More than your useless degree, you will feel guilty that you are starting to feel much better. Better than you have in years. You will consider it a type of survivor’s guilt. Although, of course, there’s no guarantee you’ll survive. Anything could happen. You may eat a piece of poisoned fruit.

You will continue to feel a call to do something. You will open your eyes each morning, and instead of immediately saying, “Oh god, no,” you will say nothing. Nothing will be a small victory.

You truly are a one-trick pony, so you will put out a call on social media:

I’m writing poems through the month of April. Give me a topic. I’ll try to write you a poem. Xo.

The topics will rush in from family, friends, and strangers. Trust. Perseverance. A Future without Hugs. Love. Isolation. Heart. Hope.

These topics will give you feelings of warmth. People are good, and they are suffering. People are sick, from no fault of their own, and they cannot get well. They cannot go to church. They cannot go to school. They cannot go to work. They get poor and then poorer. They drink because they are worried and alone, then drink more because they’re worried about their drinking. There are no parties anymore, no celebrations. The future looks like gray static. The channel has changed, possibly permanently.

Your channel changed in 2017 when you perceived your entire life as having shifted into one gray strip of static. One limitless limbo of suffering. You secretly called it “Middlewretch.” But with this new plague, you have improbably shifted out of Middlewretch, left your corpse behind you, and now you are writing poems for people.

You will find a therapist, and his name will be Ben, and he will be a Buddhist, and he will acknowledge how much you have suffered, and he will remind you that although you are suffering less each day, you will suffer in the future. You are alive, and suffering is the price of living.

You will confide in Ben that as everyone is sick and dying, you are becoming better, you are coming alive, rising from the dead, and although it might make you a terrible person, hey: misery loves company.

Ben will tell you that misery does love company. And more importantly, misery needs company. When people are miserable, they need connection, people who empathize with them, people who listen and allow them to be heard, to be blameless.

Some quick housekeeping:

You will publish your first book called American Empathy. It will be a collection of the poems you wrote by request during the early days of the “viral outbreak,” as it was called then.

You will start to build an online cultural center for the Syrian-Lebanese community you grew up with in your hometown, many of them members of Sacred Heart Church.

This will feel especially significant because, at your lowest point, your absolute rock-bottom, you will strip off all of your clothes, and slip into the night, trying to find Sacred Heart. You are convinced if you can find it, if you can reach it, you will be safe, you will be healed. It is your sacred refuge. You will walk and walk and at first you will feel confident and happy, but as time goes on, you will get colder and colder and more and more lost, and you will start to realize you will never find it, it’s hopeless, and then you black out. After that, something happens. Somebody saves you. But you don’t know who and you don’t know how.

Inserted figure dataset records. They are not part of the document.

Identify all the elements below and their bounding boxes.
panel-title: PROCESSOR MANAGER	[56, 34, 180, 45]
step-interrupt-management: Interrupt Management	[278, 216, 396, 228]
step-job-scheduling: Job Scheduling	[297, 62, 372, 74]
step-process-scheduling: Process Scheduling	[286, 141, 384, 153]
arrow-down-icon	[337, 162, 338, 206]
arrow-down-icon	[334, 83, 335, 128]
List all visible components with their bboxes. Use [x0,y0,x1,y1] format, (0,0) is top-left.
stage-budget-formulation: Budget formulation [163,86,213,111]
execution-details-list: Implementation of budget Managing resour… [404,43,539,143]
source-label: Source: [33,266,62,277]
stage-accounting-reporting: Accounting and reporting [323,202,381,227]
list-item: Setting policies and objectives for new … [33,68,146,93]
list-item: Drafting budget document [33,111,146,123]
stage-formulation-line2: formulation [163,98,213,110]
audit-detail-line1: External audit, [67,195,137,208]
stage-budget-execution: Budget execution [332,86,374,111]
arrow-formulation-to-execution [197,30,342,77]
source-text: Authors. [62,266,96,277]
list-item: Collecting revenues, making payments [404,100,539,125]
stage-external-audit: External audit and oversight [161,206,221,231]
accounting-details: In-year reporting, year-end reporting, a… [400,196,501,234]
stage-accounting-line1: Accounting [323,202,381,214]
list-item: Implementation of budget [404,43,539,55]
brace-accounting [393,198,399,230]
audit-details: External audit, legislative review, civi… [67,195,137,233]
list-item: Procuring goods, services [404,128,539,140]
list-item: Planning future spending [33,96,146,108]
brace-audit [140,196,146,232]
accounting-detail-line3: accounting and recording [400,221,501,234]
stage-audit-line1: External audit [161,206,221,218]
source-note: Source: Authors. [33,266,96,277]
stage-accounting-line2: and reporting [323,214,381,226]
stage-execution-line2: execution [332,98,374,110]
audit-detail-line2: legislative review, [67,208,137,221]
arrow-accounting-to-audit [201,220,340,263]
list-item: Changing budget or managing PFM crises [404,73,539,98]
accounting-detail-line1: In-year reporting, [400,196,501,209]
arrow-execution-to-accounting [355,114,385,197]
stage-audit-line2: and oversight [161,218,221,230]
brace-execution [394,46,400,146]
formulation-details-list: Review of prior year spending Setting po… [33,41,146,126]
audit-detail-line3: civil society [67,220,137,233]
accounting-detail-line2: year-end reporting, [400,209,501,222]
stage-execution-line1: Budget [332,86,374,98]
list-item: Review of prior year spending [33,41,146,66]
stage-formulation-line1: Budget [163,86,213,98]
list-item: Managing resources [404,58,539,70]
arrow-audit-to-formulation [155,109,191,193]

You will be married 20 years on June 15, 2022. After a six-month break, you are living together again. You leave the ring off your finger, but still feel for it several times a day. You decide you will take his last name for your twentieth-year anniversary. Your wedding vows were a fragment of one sentence: things grievous, bitter, but know I will love

You will never end on an unhappy note. This will be your one rule, and you will stick to it. Which is why this book will take you many years to finish.

“What is a happy note?” Ben will ask. “Notes flow into each other. It’s the only thing we can predict. Change from one second to the next.”

And of course, that’s true. Cells will shed. Eventually, you will become a corpse. What happens after that, nobody knows.  Even a fortune-teller can’t see the future of the future.

So you take a leap of faith. Die every moment. It’s like a poem. It has a story, but if asked to explain it, you couldn’t. It would slip away, like the best dream of your life, seconds before waking.